When the chief finally got there, in an old black Dodge Polaris, I was all over him. I started talking before he had even climbed out of his car.
“Chief, your men are holding important evidence. We need to see it,” I said, not raising my voice at the sixtyish, potbellied man but making sure he got the point. “This is a federal investigation now. I’m here representing both the FBI and Homeland Security. We’ve lost valuable time because of your men.”
To his credit, the police chief himself was exasperated. He began yelling at his officers. “Bring the evidence over here, you morons. What the hell are you two trying to pull? What were you thinking? Do you think? Bring the evidence.”
His men came running, and the taller of the two, who I later lear
ned was the chief’s son-in-law, handed over the camera. It was a Canon PowerShot and I knew how to get at the pictures.
So what do we have here? The first shots were well-composed nature photos. No people in any of them. Close-ups and wide-angle shots.
Then came pictures of the actual evacuation. Unbelievable.
Then I finally got my first look at the man who had filmed the explosion.
His back was to the camera. At first he was standing, but in the next few shots he was down on one knee. Probably to get a better angle.
I don’t know what had prompted the rock climber to take the initial few shots, but his instincts were pretty good. The mystery man was videotaping the deserted town—then suddenly it went up in flames that rose several hundred feet high. It seemed pretty clear that he had known about the attack before it happened.
The next photograph showed the man turning in the direction of the climbers. He actually began to walk toward them, or so it appeared on film. I wondered if he’d spotted one of them taking his picture. He seemed to be looking their way.
That was when I saw his face, and I couldn’t believe what I was looking at. I recognized him. And why not? I’d been chasing him for years. He was wanted for more than a dozen murders here and in Europe. He was a vicious psychopath, one of the worst of his kind still on the loose anywhere in the world.
His name was Geoffrey Shafer, but I knew him better as the Weasel.
What was he doing here?
Chapter 11
THERE WERE A COUPLE more crystal-clear shots as the hateful Weasel got closer to the photographer.
Just the sight of him sent my brain reeling, and I felt a little sick. My mouth was dry, and I kept licking my lips. What is Shafer doing here? What connection does he have to the bomb that leveled this small town? It was crazy, felt like a dream, completely unreal.
I’d first come across Colonel Geoffrey Shafer in Washington three years ago. He’d murdered more than a dozen people there, though we could never prove it. He would pose as a cabdriver, usually in Southeast, where I lived. The prey was easy to grab, and he knew D.C. police investigations weren’t as thorough when the victims were poor and black. Shafer also had a day job—he was an army colonel working inside the British embassy. On the face of it, he couldn’t have been more respectable. And yet he was a horrible murderer, one of the worst pattern killers I’d ever come across.
A local agent named Fred Wade joined me near the helicopter I’d come in on. I was still studying the climber’s photos. Wade told me he wanted to know what was going on, and I couldn’t blame him. So did I.
“The man who videotaped the explosion is named Geoffrey Shafer,” I told Wade. “I know him. He committed several murders in D.C. when I was a homicide detective there. The last we heard of him, he’d fled to London. He murdered his wife in front of their children in a London market. Then he disappeared. Well, I guess he’s back. I have no idea why, but it makes my head hurt just to think about it.”
I took out my cell phone and put in a call to Washington. As I described what I’d discovered, I was reviewing the last few photographs taken of Colonel Shafer. In one of the photos he was climbing into a red Ford Bronco.
The next was a rear shot of the Bronco as it rode away. Jesus. The license plate was visible.
And that was the strangest thing of all so far: the Weasel had made a mistake.
The Weasel I’d known didn’t make them.
So maybe it wasn’t a mistake after all.
Maybe it was part of a plan.
Chapter 12
THE WOLF WAS STILL in Los Angeles, but reports were coming in from the Nevada desert on a regular basis. Police arriving near Sunrise Valley . . . then helicopters . . . the U.S. Army . . . finally the FBI.
His old friend Alex Cross was out there now, too. Good for Alex Cross. What a good soldier.
Nobody understanding a goddamn thing, of course.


Exactly as they appear, restate the lines of the material, from the first through the one containing "Task: Click on the td: 8".
---------- Supplied material
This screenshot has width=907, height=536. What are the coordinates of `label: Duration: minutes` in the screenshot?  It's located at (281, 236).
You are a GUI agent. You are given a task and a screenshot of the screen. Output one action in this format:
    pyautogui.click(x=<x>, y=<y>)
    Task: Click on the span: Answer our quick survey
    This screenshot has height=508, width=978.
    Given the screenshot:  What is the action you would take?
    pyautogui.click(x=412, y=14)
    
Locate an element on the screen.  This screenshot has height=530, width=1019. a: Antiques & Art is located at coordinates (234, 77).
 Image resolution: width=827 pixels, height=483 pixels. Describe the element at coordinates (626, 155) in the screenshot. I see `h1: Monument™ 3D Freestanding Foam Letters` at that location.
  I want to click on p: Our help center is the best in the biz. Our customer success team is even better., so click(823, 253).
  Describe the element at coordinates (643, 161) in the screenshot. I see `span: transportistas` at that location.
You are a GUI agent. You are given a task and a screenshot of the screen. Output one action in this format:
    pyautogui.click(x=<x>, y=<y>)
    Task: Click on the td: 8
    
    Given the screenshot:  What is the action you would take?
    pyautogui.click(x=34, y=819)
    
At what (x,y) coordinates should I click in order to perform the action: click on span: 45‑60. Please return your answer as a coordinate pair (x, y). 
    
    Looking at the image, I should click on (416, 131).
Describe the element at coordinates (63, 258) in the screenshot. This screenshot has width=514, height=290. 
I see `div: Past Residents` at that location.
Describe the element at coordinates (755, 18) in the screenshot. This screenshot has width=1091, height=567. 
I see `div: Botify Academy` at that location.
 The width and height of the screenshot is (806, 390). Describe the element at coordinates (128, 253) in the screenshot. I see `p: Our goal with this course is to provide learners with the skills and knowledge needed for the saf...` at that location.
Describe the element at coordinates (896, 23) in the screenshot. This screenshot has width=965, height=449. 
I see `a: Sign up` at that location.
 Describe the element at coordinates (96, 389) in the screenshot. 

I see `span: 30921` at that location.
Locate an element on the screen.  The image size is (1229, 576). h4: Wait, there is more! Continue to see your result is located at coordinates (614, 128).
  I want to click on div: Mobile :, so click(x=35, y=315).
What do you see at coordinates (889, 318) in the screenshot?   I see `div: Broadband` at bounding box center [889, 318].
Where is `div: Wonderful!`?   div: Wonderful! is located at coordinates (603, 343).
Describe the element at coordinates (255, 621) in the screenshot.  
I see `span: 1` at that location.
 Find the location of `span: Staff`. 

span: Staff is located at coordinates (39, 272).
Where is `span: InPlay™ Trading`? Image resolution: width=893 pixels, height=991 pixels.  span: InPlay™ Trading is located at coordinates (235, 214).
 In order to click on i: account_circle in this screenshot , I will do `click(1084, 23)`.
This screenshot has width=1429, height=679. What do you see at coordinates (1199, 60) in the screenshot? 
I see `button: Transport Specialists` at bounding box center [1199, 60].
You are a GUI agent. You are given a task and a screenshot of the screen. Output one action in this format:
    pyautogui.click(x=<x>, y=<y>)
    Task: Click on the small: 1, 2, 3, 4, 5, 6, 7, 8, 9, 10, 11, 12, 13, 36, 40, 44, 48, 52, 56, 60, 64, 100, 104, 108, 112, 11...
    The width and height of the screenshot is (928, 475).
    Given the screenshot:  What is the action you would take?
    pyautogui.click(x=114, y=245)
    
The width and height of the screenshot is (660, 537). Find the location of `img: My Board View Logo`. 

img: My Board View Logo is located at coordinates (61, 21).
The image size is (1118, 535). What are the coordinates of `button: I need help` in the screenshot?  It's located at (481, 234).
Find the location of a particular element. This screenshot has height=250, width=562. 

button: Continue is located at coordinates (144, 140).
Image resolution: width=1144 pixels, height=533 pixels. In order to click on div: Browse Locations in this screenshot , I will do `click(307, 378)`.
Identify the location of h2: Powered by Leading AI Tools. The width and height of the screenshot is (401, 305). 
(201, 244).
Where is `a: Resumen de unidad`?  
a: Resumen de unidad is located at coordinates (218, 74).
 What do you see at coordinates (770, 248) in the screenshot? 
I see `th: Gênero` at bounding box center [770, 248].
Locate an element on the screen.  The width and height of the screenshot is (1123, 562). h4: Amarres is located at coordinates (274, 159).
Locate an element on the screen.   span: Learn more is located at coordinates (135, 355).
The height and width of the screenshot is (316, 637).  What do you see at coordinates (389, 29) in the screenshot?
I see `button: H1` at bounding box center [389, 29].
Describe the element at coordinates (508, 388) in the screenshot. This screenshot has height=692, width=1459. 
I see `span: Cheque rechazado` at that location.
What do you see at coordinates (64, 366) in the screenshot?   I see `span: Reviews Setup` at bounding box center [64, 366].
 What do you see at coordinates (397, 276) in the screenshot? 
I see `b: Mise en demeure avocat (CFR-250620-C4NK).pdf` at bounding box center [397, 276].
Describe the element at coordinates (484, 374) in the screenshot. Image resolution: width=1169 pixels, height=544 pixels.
--------------------
→ Solution to this task:
This screenshot has width=907, height=536. What are the coordinates of `label: Duration: minutes` in the screenshot?  It's located at (281, 236).
You are a GUI agent. You are given a task and a screenshot of the screen. Output one action in this format:
    pyautogui.click(x=<x>, y=<y>)
    Task: Click on the span: Answer our quick survey
    This screenshot has height=508, width=978.
    Given the screenshot:  What is the action you would take?
    pyautogui.click(x=412, y=14)
    
Locate an element on the screen.  This screenshot has height=530, width=1019. a: Antiques & Art is located at coordinates (234, 77).
 Image resolution: width=827 pixels, height=483 pixels. Describe the element at coordinates (626, 155) in the screenshot. I see `h1: Monument™ 3D Freestanding Foam Letters` at that location.
  I want to click on p: Our help center is the best in the biz. Our customer success team is even better., so click(823, 253).
  Describe the element at coordinates (643, 161) in the screenshot. I see `span: transportistas` at that location.
You are a GUI agent. You are given a task and a screenshot of the screen. Output one action in this format:
    pyautogui.click(x=<x>, y=<y>)
    Task: Click on the td: 8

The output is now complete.